Page 68 of Stolen By the Rakish Duke
There was something vulnerable in his voice that made her heart ache for him. It seemed as if he really needed to show this to her, and she didn’t want to stop him.
So, when he turned the key, she did not stop him. It protested, metal grinding against metal, but finally gave way.
“I want you to see this.”
The door swung inward on creaking hinges, and the first thing they were greeted with was… books. Hundreds—no, thousands of them stacked in towering columns that created a labyrinth across the floor.
More makeshift shelves lined the walls. Manuscripts lay open on a massive desk, the faded ink barely visible in the shaft of sunlight that pierced the dusty air.
“What is this?” Beatrice breathed, stepping inside. The scent of old paper and leather and time itself enveloped her.
“My great-aunt Margaret’s sanctuary.” Leo stayed in the doorway, silhouetted against the corridor’s brighter light. “She never married. Said she had better things to do than become some man’s broodmare and nursemaid.”
Beatrice turned to look at him, but he only stood there, serenely watching her.
“She lived here her whole life,” he continued. “Corresponding with scholars across Europe, studying languages and philosophy and natural sciences. My father sealed this room after she died. Said her work was unseemly for the family name. An embarrassment to the dukedom.”
Beatrice moved deeper into the room, trailing her fingers over the book spines. Latin. Greek. Arabic. French. German. The breadth of knowledge represented here stole her breath.
“Why show me now?”
He stepped inside, dust motes swirling in his wake like tiny stars.
“Because I thought you’d appreciate it.” His footsteps were hesitant, as though he expected the floor to give way beneath him. “And because I wanted to share something with you that I’ve kept locked away. Something real.”
Her throat closed. She abandoned the books and moved to him, taking his hands in her own.
“Thank you,” she said simply.
Words seemed inadequate for what this gesture meant, that he trusted her with a piece of himself he had protected so carefully.
His fingers tightened around hers, his grip almost desperate. “I thought we might restore it together. Make it accessible again. Let her work see daylight after all these years.”
“I’d love that.” She squeezed his hands gently. “Will you tell me about her? About your great-aunt Margaret.”
Golden light surrounded them like a cocoon, warm and private and safe.
Leo was silent for a long moment, staring at their entwined hands. Then, he said, “She wasn’t what my grandfather expected when she came to live here.” The words came slowly, as though he was choosing each one with care. “He wanted her to be quiet and decorative and cause no trouble.”
Beatrice’s lips twitched. “But she wasn’t.”
“No.” A genuine smile touched Leo’s lips. “She was brilliant. Spoke six languages fluently and could read a dozen more. She challenged him at every turn, questioned every assumption. And he punished her for it.”
Beatrice’s chest ached at the bitterness in his voice. “How?”
“Ridicule, at first. He’d mock her at dinner parties, make jokes about bluestockings and unnatural women. Withheld her allowance, so she was dependent on him for everything. Wouldn’t let her publish under the family name, claiming it would bring shame upon the dukedom.”
His jaw tightened, a muscle jumping beneath the skin.
“And then there were the ice baths.”
The words fell like stones into water, sending ripples through the quiet room.
“My grandfather invented them,” Leo continued, his voice going flat and emotionless. “A way to correct weakness or improper behavior. Aunt Margaret got them when she dared to argue philosophy with his guests. When she questioned his edicts. When she forgot her place.”
Beatrice’s vision blurred. She reached out, cupping his face in both hands, making him look at her.
“And you,” she whispered. “He used them on you, too.”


■ **Activity**:
Output each of the entries exactly, skipping every picture they contain.

╭─ Entries supplied

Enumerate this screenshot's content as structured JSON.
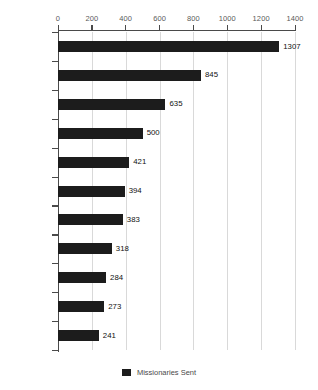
{
  "chart_data": {
    "type": "bar",
    "orientation": "horizontal",
    "title": "",
    "xlabel": "",
    "ylabel": "",
    "categories": [
      "GMS",
      "PCK (T)",
      "Methodist",
      "K. Baptist",
      "PCK (R1)",
      "Evan (YS)",
      "PCK (R2)",
      "PCK (DS)",
      "AOG",
      "PCK (KS)",
      "Evan (KS)"
    ],
    "values": [
      1307,
      845,
      635,
      500,
      421,
      394,
      383,
      318,
      284,
      273,
      241
    ],
    "series": [
      {
        "name": "Missionaries Sent",
        "values": [
          1307,
          845,
          635,
          500,
          421,
          394,
          383,
          318,
          284,
          273,
          241
        ],
        "color": "#1c1c1c"
      }
    ],
    "xlim": [
      0,
      1400
    ],
    "xticks": [
      0,
      200,
      400,
      600,
      800,
      1000,
      1200,
      1400
    ],
    "xtick_labels": [
      "0",
      "200",
      "400",
      "600",
      "800",
      "1000",
      "1200",
      "1400"
    ],
    "axis_position": "top",
    "grid": true,
    "grid_axis": "x",
    "data_labels": true,
    "legend": {
      "position": "bottom",
      "entries": [
        {
          "label": "Missionaries Sent",
          "color": "#1c1c1c"
        }
      ]
    }
  },
  "colors": {
    "bar": "#1c1c1c",
    "grid": "#d9d9d9",
    "axis": "#4a4a4a",
    "tick_label": "#5a5a5a",
    "category_label": "#5c5c5c",
    "value_label": "#111111",
    "background": "#ffffff"
  }
}
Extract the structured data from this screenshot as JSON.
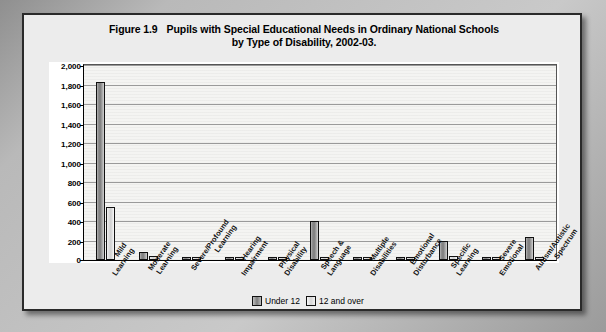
{
  "figure": {
    "number": "Figure 1.9",
    "title_line1": "Pupils with Special Educational Needs in Ordinary National Schools",
    "title_line2": "by Type of Disability, 2002-03."
  },
  "legend": {
    "under12_label": "Under 12",
    "over12_label": "12 and over",
    "under12_color": "#7d7d7d",
    "over12_color": "#dcdcdc",
    "position": "bottom-center"
  },
  "chart_data": {
    "type": "bar",
    "xlabel": "",
    "ylabel": "",
    "ylim": [
      0,
      2000
    ],
    "ytick_step": 200,
    "grid": true,
    "ytick_labels": [
      "0",
      "200",
      "400",
      "600",
      "800",
      "1,000",
      "1,200",
      "1,400",
      "1,600",
      "1,800",
      "2,000"
    ],
    "categories": [
      "Mild Learning",
      "Moderate Learning",
      "Severe/Profound Learning",
      "Hearing Impairment",
      "Physical Disability",
      "Speech & Language",
      "Multiple Disabilities",
      "Emotional Disturbance",
      "Specific Learning",
      "Severe Emotional",
      "Autism/Autistic Spectrum"
    ],
    "category_lines": [
      [
        "Mild",
        "Learning"
      ],
      [
        "Moderate",
        "Learning"
      ],
      [
        "Severe/Profound",
        "Learning"
      ],
      [
        "Hearing",
        "Impairment"
      ],
      [
        "Physical",
        "Disability"
      ],
      [
        "Speech &",
        "Language"
      ],
      [
        "Multiple",
        "Disabilities"
      ],
      [
        "Emotional",
        "Disturbance"
      ],
      [
        "Specific",
        "Learning"
      ],
      [
        "Severe",
        "Emotional"
      ],
      [
        "Autism/Autistic",
        "Spectrum"
      ]
    ],
    "series": [
      {
        "name": "Under 12",
        "values": [
          1830,
          85,
          10,
          20,
          12,
          405,
          15,
          18,
          195,
          8,
          240
        ]
      },
      {
        "name": "12 and over",
        "values": [
          540,
          40,
          5,
          12,
          10,
          25,
          8,
          12,
          40,
          5,
          30
        ]
      }
    ]
  }
}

╰─

■ **Output of the task**:
Enumerate this screenshot's content as structured JSON.
{
  "chart_data": {
    "type": "bar",
    "orientation": "horizontal",
    "title": "",
    "xlabel": "",
    "ylabel": "",
    "categories": [
      "GMS",
      "PCK (T)",
      "Methodist",
      "K. Baptist",
      "PCK (R1)",
      "Evan (YS)",
      "PCK (R2)",
      "PCK (DS)",
      "AOG",
      "PCK (KS)",
      "Evan (KS)"
    ],
    "values": [
      1307,
      845,
      635,
      500,
      421,
      394,
      383,
      318,
      284,
      273,
      241
    ],
    "series": [
      {
        "name": "Missionaries Sent",
        "values": [
          1307,
          845,
          635,
          500,
          421,
          394,
          383,
          318,
          284,
          273,
          241
        ],
        "color": "#1c1c1c"
      }
    ],
    "xlim": [
      0,
      1400
    ],
    "xticks": [
      0,
      200,
      400,
      600,
      800,
      1000,
      1200,
      1400
    ],
    "xtick_labels": [
      "0",
      "200",
      "400",
      "600",
      "800",
      "1000",
      "1200",
      "1400"
    ],
    "axis_position": "top",
    "grid": true,
    "grid_axis": "x",
    "data_labels": true,
    "legend": {
      "position": "bottom",
      "entries": [
        {
          "label": "Missionaries Sent",
          "color": "#1c1c1c"
        }
      ]
    }
  },
  "colors": {
    "bar": "#1c1c1c",
    "grid": "#d9d9d9",
    "axis": "#4a4a4a",
    "tick_label": "#5a5a5a",
    "category_label": "#5c5c5c",
    "value_label": "#111111",
    "background": "#ffffff"
  }
}
Extract the structured data from this screenshot as JSON.
{
  "figure": {
    "number": "Figure 1.9",
    "title_line1": "Pupils with Special Educational Needs in Ordinary National Schools",
    "title_line2": "by Type of Disability, 2002-03."
  },
  "legend": {
    "under12_label": "Under 12",
    "over12_label": "12 and over",
    "under12_color": "#7d7d7d",
    "over12_color": "#dcdcdc",
    "position": "bottom-center"
  },
  "chart_data": {
    "type": "bar",
    "xlabel": "",
    "ylabel": "",
    "ylim": [
      0,
      2000
    ],
    "ytick_step": 200,
    "grid": true,
    "ytick_labels": [
      "0",
      "200",
      "400",
      "600",
      "800",
      "1,000",
      "1,200",
      "1,400",
      "1,600",
      "1,800",
      "2,000"
    ],
    "categories": [
      "Mild Learning",
      "Moderate Learning",
      "Severe/Profound Learning",
      "Hearing Impairment",
      "Physical Disability",
      "Speech & Language",
      "Multiple Disabilities",
      "Emotional Disturbance",
      "Specific Learning",
      "Severe Emotional",
      "Autism/Autistic Spectrum"
    ],
    "category_lines": [
      [
        "Mild",
        "Learning"
      ],
      [
        "Moderate",
        "Learning"
      ],
      [
        "Severe/Profound",
        "Learning"
      ],
      [
        "Hearing",
        "Impairment"
      ],
      [
        "Physical",
        "Disability"
      ],
      [
        "Speech &",
        "Language"
      ],
      [
        "Multiple",
        "Disabilities"
      ],
      [
        "Emotional",
        "Disturbance"
      ],
      [
        "Specific",
        "Learning"
      ],
      [
        "Severe",
        "Emotional"
      ],
      [
        "Autism/Autistic",
        "Spectrum"
      ]
    ],
    "series": [
      {
        "name": "Under 12",
        "values": [
          1830,
          85,
          10,
          20,
          12,
          405,
          15,
          18,
          195,
          8,
          240
        ]
      },
      {
        "name": "12 and over",
        "values": [
          540,
          40,
          5,
          12,
          10,
          25,
          8,
          12,
          40,
          5,
          30
        ]
      }
    ]
  }
}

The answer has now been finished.